Why Telling Our Story Helps
Therapy provides a chance to tell our story. To wrap words around our experiences so that we may begin to understand them. Our story may be tragic, it may be strange, it may be traumatic. But it is ours to own and ours to tell.
A well known defence in the face of difficult life experiences is denial – a mechanism used to defer the suffering that occurs when we encounter loss, betrayal, failure and humiliation. Though temporarily powerful in preventing us from feelings of overwhelm, in the long term, it only serves to divorce us from our sense of self, all the while preventing us from seeking the true remedy to life’s wounds – healing.
Engaging in talking therapy is an act of acceptance. It requires a surrender to that which we wish never happened, but did. It cannot ‘undo’ and those who enter therapy in an attempt to erase their stories will not heal. Indeed it is by embracing the story we have to tell that we can separate ourselves from it. Here we find great release as we begin to enjoy some distance from the experiences we assumed defined us.
From this more objective vantage point, we can adopt a new strategy, whereby we begin to treat ourselves with the kindness and compassion we would quite naturally show to a loved one or even a complete stranger should they be brave enough to tell us their stories.
Therapy involves a translating of visceral experience in to an ordered narrative, in turn facilitating the healing process and allowing us to move past our past to engage with the very precious present moment and all it may have to offer us.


PROBLEM DESCRIPTION: The reply should contain every line of the data, repeated exactly, and no pictures.

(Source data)
################

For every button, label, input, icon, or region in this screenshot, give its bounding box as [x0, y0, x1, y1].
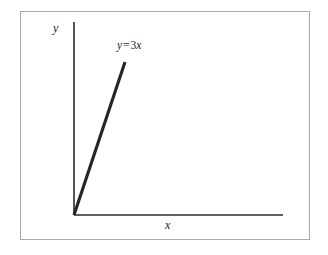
graph-canvas: [0, 0, 328, 255]
line-y-equals-3x: [74, 62, 125, 215]
figure-container: y x y=3x: [0, 0, 328, 255]
y-axis-label: y: [53, 22, 58, 34]
x-axis-label: x: [165, 219, 170, 231]
line-equation-label: y=3x: [117, 40, 141, 52]
equation-rhs-variable: x: [136, 39, 141, 51]
equation-operator: =: [122, 39, 131, 51]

################

TASK RESULT:
For every button, label, input, icon, or region in this screenshot, give its bounding box as [x0, y0, x1, y1].
graph-canvas: [0, 0, 328, 255]
line-y-equals-3x: [74, 62, 125, 215]
figure-container: y x y=3x: [0, 0, 328, 255]
y-axis-label: y: [53, 22, 58, 34]
x-axis-label: x: [165, 219, 170, 231]
line-equation-label: y=3x: [117, 40, 141, 52]
equation-rhs-variable: x: [136, 39, 141, 51]
equation-operator: =: [122, 39, 131, 51]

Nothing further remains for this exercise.